Science/Tech

How is NASA Planning to Pay for its Mars Mission?

By Kanika Gupta | Update Date: Jan 13, 2016 11:55 AM EST

According to the analysts, a trip to Mars costs between $100 billion and $1 trillion to execute the Mars mission. However, the budget that NASA has for 2016 is $19.6 billion. Even though this is a handsome budget, but not if you have Mars on your agenda, said Justin Bachman who wrote for Bloomberg.

"I think everyone expects that a multinational coalition is going to be involved at some level," Casey Dreier, advocacy director for the Planetary Society, a nonprofit that promotes space exploration, told Bloomberg. Even though the European Space Agency (ESA) may not be willing to send its own spacecraft to Mars, they are not averse to the idea of collaborating with NASA that "will actually lead to having a European astronaut on a future space mission," Nico Dettmann, head of ESA's development department, told Bloomberg at a collaborative event for the Orion program Nov. 30, as reported by The Christian Science Monitor.

NASA is expected to do the red planet without any company. ESA, known to be a NASA partner, has announced that they are planning to launch multiple organized missions to Moon but not Mars. ESA said in its blog post that they plan to launch series of missions on the moon that involves various space agencies, but not NASA. As reported by Ars Technica,

NASA's main objective planned for the next two decades is a landing on Mars and not coming back to the moon. However, for now their plans appear bleak at best as the space agency's partners are backing away from their ambitious project. Currently, the best way that NASA has a shot at Mars mission is through private sector collaboration. Elon Musk's SpaceX is making significant progress in that direction already. It is clear that NASA needs stable partnerships with companies like SpaceX and Blue Origin by Jeff Bezos to have a shot at Mars, reported Council Chronicle.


• [What needs to be done] Beginning with the line containing "Detect *human face*.", give every line again exactly as it is, ending with the last line of the entries.

===== Material for this task

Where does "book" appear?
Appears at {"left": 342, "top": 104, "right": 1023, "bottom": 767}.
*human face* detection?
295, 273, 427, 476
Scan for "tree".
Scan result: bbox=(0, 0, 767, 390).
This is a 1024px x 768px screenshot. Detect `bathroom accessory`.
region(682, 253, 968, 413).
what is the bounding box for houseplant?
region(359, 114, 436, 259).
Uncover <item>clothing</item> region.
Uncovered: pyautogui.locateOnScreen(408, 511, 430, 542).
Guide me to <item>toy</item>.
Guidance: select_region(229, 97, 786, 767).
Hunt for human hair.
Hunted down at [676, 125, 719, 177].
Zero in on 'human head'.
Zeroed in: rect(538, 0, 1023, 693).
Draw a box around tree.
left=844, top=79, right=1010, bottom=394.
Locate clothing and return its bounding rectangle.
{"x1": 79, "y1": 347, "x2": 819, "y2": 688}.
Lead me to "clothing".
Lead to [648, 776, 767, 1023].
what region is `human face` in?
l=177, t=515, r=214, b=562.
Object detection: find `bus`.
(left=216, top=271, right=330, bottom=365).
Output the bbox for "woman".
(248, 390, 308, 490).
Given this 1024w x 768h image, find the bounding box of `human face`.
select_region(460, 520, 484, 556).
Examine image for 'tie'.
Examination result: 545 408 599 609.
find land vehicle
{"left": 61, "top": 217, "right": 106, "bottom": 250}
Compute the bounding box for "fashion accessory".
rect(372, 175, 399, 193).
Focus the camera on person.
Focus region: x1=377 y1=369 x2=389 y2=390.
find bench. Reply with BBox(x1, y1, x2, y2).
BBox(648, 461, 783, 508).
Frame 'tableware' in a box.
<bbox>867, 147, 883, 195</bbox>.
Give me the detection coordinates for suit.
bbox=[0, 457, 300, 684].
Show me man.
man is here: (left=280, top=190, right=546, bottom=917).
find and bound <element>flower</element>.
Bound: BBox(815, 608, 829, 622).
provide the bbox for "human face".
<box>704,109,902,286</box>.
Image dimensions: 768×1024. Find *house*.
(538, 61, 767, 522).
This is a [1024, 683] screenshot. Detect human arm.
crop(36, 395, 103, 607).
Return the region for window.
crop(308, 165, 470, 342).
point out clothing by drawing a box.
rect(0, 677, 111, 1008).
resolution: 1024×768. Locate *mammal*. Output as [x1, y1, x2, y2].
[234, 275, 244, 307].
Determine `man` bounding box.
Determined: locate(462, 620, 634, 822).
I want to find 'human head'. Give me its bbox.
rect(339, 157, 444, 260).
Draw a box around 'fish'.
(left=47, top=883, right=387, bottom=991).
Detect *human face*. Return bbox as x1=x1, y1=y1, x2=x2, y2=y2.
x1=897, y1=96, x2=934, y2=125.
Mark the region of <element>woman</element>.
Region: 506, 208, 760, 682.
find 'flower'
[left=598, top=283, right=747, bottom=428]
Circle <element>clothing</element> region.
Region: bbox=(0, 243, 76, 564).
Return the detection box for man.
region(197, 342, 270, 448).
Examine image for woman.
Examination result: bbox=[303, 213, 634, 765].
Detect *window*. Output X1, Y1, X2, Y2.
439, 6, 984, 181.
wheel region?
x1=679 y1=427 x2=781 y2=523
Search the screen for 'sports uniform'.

==========

• [Output for this task]
Detect *human face*. Return bbox as x1=x1, y1=y1, x2=x2, y2=y2.
x1=897, y1=96, x2=934, y2=125.
Mark the region of <element>woman</element>.
Region: 506, 208, 760, 682.
find 'flower'
[left=598, top=283, right=747, bottom=428]
Circle <element>clothing</element> region.
Region: bbox=(0, 243, 76, 564).
Return the detection box for man.
region(197, 342, 270, 448).
Examine image for woman.
Examination result: bbox=[303, 213, 634, 765].
Detect *window*. Output X1, Y1, X2, Y2.
439, 6, 984, 181.
wheel region?
x1=679 y1=427 x2=781 y2=523
Search the screen for 'sports uniform'.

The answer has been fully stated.